South Carolina Parents Can’t Pay Public Money for Private Schools Anymore
South Carolina law allowing parents to spend taxpayer money on private schools is unconstitutional, highest court of the state verdict on Wednesday.
The 3-2 ruling prohibits paying tuition or fees with the “Educational Scholarship Trust Fund,” but allows parents to use the money for indirect personal expenses such as tutoring, textbooks and other educational materials.
Nearly 3,000 students were awarded $1,500 each under the program. The court will not require the money to be paid back if it is spent on private school tuition or fees. The case went to trial in the Supreme Court in March, before the money was distributed.
South Carolina’s law is part of a nationwide movement. Program research groups report that at least 16 states have some form of certification.
The South Carolina case focused on a section of the state constitution that states “no money may be paid from the public funds and no credit of the State or any political subdivision of the State may be used for the direct benefit of any religious or other private educational institution.”
Lawyer thinks This program is illegal said providing public money to private schools is a direct benefit even if the program allows students to pay tuition or transportation costs to attend a public school outside their district.
“Parents who choose to use scholarships to pay for their children’s private school tuition are certainly using public money to directly benefit the private school,” Justice Gary Hill wrote in his first major opinion since joining the court a year ago.
Hill’s sharply written ruling reflected the history of why South Carolina voters had to amend their constitution in 1972 to affirm the right to a free public school education for all children after state lawmakers had spent two decades trying to keep black children from attending school with white children through a series of moves and proposals, including abolishing public schools altogether.
“Our General Assembly knew how to draft an amendment to present to the people to allow public funding for private schools, but they did not do it,” Hill wrote of lawmakers more than 50 years ago.
The supporters have now been ousted. law said putting the money into a trust fund was key. The money would be passed to parents, who would decide where to spend it, rather than the state paying private schools directly.
In his dissent, Chief Justice John Kittredge said the ruling ignored the South Carolina Legislature’s broad authority to create policy.
“The literary style of the majority opinion may be appealing, but its underlying reasoning is contrary to the rule of law,” Kittredge wrote.
The chief justice also proposed other programs in which private money would be channeled to public education institutions, such as college scholarships paid for with money from the state lottery or the First Steps preschool program.
Hill responded in his decision that those programs were structured differently from trust-run vouchers.
Supporters of the law could appeal. They could also try to put a constitutional amendment before voters in 2025 or later to remove the constitutional provision, but concerns that winning a majority might be difficult have prevented them from trying that in the first place.
“Families shed tears of joy when scholarship funds for their children were awarded, and today’s Supreme Court ruling leaves those families in tears of grief,” Republican State Education Superintendent Ellen Weaver said in a statement promising to find a way to restart the program.
Republican Governor Henry McMaster said the state would ask the Supreme Court to reconsider its ruling because it “could have devastating consequences for thousands of low-income families.”
Senate Republican Majority Leader Shane Massey said the decision was in contrast to what lawmakers saw in previous court opinions.
“The court changed the rules and poor children lost,” Massey said in a statement.
The new law allows vouchers of up to $6,000 to be awarded to up to 5,000 students a year, eventually expanding to about 15,000 students, or about 2 percent of the state’s school-age population. Only families with incomes below about $120,000 can receive assistance.
Allowing parents to spend public money on private schools has been a two-decade effort, working through three governors, four House speakers and five education directors in a state where Republicans are consolidating and expanding their power.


Problem statement
Please print each record that follows precisely as it appears.

Given records
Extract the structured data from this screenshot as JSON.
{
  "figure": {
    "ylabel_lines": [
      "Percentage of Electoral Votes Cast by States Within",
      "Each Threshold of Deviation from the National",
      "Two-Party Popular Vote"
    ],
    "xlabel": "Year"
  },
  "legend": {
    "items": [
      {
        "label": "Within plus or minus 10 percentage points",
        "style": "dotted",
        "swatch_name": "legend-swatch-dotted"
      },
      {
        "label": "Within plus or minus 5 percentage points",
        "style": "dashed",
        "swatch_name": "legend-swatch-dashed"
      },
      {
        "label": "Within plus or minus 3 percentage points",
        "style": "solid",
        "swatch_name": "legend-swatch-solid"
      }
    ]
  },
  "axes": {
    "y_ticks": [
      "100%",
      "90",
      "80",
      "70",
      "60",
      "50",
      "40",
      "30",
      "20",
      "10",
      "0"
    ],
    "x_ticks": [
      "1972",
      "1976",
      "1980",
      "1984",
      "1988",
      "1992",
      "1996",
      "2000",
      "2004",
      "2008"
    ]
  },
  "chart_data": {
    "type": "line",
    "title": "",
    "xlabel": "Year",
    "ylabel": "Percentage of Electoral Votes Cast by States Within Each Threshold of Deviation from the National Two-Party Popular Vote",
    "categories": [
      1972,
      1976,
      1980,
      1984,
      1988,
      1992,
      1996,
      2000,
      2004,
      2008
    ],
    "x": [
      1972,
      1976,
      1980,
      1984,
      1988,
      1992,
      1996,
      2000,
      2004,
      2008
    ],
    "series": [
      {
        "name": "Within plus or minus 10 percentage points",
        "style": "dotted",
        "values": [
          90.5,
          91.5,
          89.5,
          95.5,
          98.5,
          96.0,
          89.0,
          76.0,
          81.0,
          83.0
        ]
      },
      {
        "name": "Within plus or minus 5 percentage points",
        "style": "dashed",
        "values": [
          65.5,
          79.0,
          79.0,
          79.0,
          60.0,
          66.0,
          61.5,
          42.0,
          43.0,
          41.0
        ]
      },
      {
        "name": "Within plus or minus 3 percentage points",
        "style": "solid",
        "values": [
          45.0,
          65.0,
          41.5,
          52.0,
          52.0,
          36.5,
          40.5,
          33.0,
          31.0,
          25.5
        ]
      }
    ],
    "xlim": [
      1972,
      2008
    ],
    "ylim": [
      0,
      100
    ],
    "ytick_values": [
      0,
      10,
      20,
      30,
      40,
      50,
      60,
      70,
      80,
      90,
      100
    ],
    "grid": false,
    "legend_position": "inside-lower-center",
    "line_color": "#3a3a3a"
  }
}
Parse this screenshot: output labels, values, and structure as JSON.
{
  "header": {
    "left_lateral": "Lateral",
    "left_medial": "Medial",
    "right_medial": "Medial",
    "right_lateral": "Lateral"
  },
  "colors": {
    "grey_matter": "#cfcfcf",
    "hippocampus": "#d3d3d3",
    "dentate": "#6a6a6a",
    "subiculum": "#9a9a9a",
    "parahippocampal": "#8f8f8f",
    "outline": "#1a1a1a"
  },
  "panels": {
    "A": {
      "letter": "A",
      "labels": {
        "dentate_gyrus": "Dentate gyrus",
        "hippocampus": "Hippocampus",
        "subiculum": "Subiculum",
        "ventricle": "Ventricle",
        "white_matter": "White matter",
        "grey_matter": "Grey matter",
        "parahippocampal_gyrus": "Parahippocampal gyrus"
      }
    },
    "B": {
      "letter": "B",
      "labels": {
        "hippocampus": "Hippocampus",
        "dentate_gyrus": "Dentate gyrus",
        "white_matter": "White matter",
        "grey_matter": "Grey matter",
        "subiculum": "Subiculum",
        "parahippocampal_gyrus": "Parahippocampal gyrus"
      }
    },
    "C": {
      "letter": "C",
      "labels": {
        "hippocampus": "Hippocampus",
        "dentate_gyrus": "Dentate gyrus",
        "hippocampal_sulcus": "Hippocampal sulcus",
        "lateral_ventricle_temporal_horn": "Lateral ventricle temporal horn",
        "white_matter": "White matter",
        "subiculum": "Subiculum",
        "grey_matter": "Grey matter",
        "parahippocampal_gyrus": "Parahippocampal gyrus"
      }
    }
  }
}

Answer to the problem
Extract the structured data from this screenshot as JSON.
{
  "figure": {
    "ylabel_lines": [
      "Percentage of Electoral Votes Cast by States Within",
      "Each Threshold of Deviation from the National",
      "Two-Party Popular Vote"
    ],
    "xlabel": "Year"
  },
  "legend": {
    "items": [
      {
        "label": "Within plus or minus 10 percentage points",
        "style": "dotted",
        "swatch_name": "legend-swatch-dotted"
      },
      {
        "label": "Within plus or minus 5 percentage points",
        "style": "dashed",
        "swatch_name": "legend-swatch-dashed"
      },
      {
        "label": "Within plus or minus 3 percentage points",
        "style": "solid",
        "swatch_name": "legend-swatch-solid"
      }
    ]
  },
  "axes": {
    "y_ticks": [
      "100%",
      "90",
      "80",
      "70",
      "60",
      "50",
      "40",
      "30",
      "20",
      "10",
      "0"
    ],
    "x_ticks": [
      "1972",
      "1976",
      "1980",
      "1984",
      "1988",
      "1992",
      "1996",
      "2000",
      "2004",
      "2008"
    ]
  },
  "chart_data": {
    "type": "line",
    "title": "",
    "xlabel": "Year",
    "ylabel": "Percentage of Electoral Votes Cast by States Within Each Threshold of Deviation from the National Two-Party Popular Vote",
    "categories": [
      1972,
      1976,
      1980,
      1984,
      1988,
      1992,
      1996,
      2000,
      2004,
      2008
    ],
    "x": [
      1972,
      1976,
      1980,
      1984,
      1988,
      1992,
      1996,
      2000,
      2004,
      2008
    ],
    "series": [
      {
        "name": "Within plus or minus 10 percentage points",
        "style": "dotted",
        "values": [
          90.5,
          91.5,
          89.5,
          95.5,
          98.5,
          96.0,
          89.0,
          76.0,
          81.0,
          83.0
        ]
      },
      {
        "name": "Within plus or minus 5 percentage points",
        "style": "dashed",
        "values": [
          65.5,
          79.0,
          79.0,
          79.0,
          60.0,
          66.0,
          61.5,
          42.0,
          43.0,
          41.0
        ]
      },
      {
        "name": "Within plus or minus 3 percentage points",
        "style": "solid",
        "values": [
          45.0,
          65.0,
          41.5,
          52.0,
          52.0,
          36.5,
          40.5,
          33.0,
          31.0,
          25.5
        ]
      }
    ],
    "xlim": [
      1972,
      2008
    ],
    "ylim": [
      0,
      100
    ],
    "ytick_values": [
      0,
      10,
      20,
      30,
      40,
      50,
      60,
      70,
      80,
      90,
      100
    ],
    "grid": false,
    "legend_position": "inside-lower-center",
    "line_color": "#3a3a3a"
  }
}
Parse this screenshot: output labels, values, and structure as JSON.
{
  "header": {
    "left_lateral": "Lateral",
    "left_medial": "Medial",
    "right_medial": "Medial",
    "right_lateral": "Lateral"
  },
  "colors": {
    "grey_matter": "#cfcfcf",
    "hippocampus": "#d3d3d3",
    "dentate": "#6a6a6a",
    "subiculum": "#9a9a9a",
    "parahippocampal": "#8f8f8f",
    "outline": "#1a1a1a"
  },
  "panels": {
    "A": {
      "letter": "A",
      "labels": {
        "dentate_gyrus": "Dentate gyrus",
        "hippocampus": "Hippocampus",
        "subiculum": "Subiculum",
        "ventricle": "Ventricle",
        "white_matter": "White matter",
        "grey_matter": "Grey matter",
        "parahippocampal_gyrus": "Parahippocampal gyrus"
      }
    },
    "B": {
      "letter": "B",
      "labels": {
        "hippocampus": "Hippocampus",
        "dentate_gyrus": "Dentate gyrus",
        "white_matter": "White matter",
        "grey_matter": "Grey matter",
        "subiculum": "Subiculum",
        "parahippocampal_gyrus": "Parahippocampal gyrus"
      }
    },
    "C": {
      "letter": "C",
      "labels": {
        "hippocampus": "Hippocampus",
        "dentate_gyrus": "Dentate gyrus",
        "hippocampal_sulcus": "Hippocampal sulcus",
        "lateral_ventricle_temporal_horn": "Lateral ventricle temporal horn",
        "white_matter": "White matter",
        "subiculum": "Subiculum",
        "grey_matter": "Grey matter",
        "parahippocampal_gyrus": "Parahippocampal gyrus"
      }
    }
  }
}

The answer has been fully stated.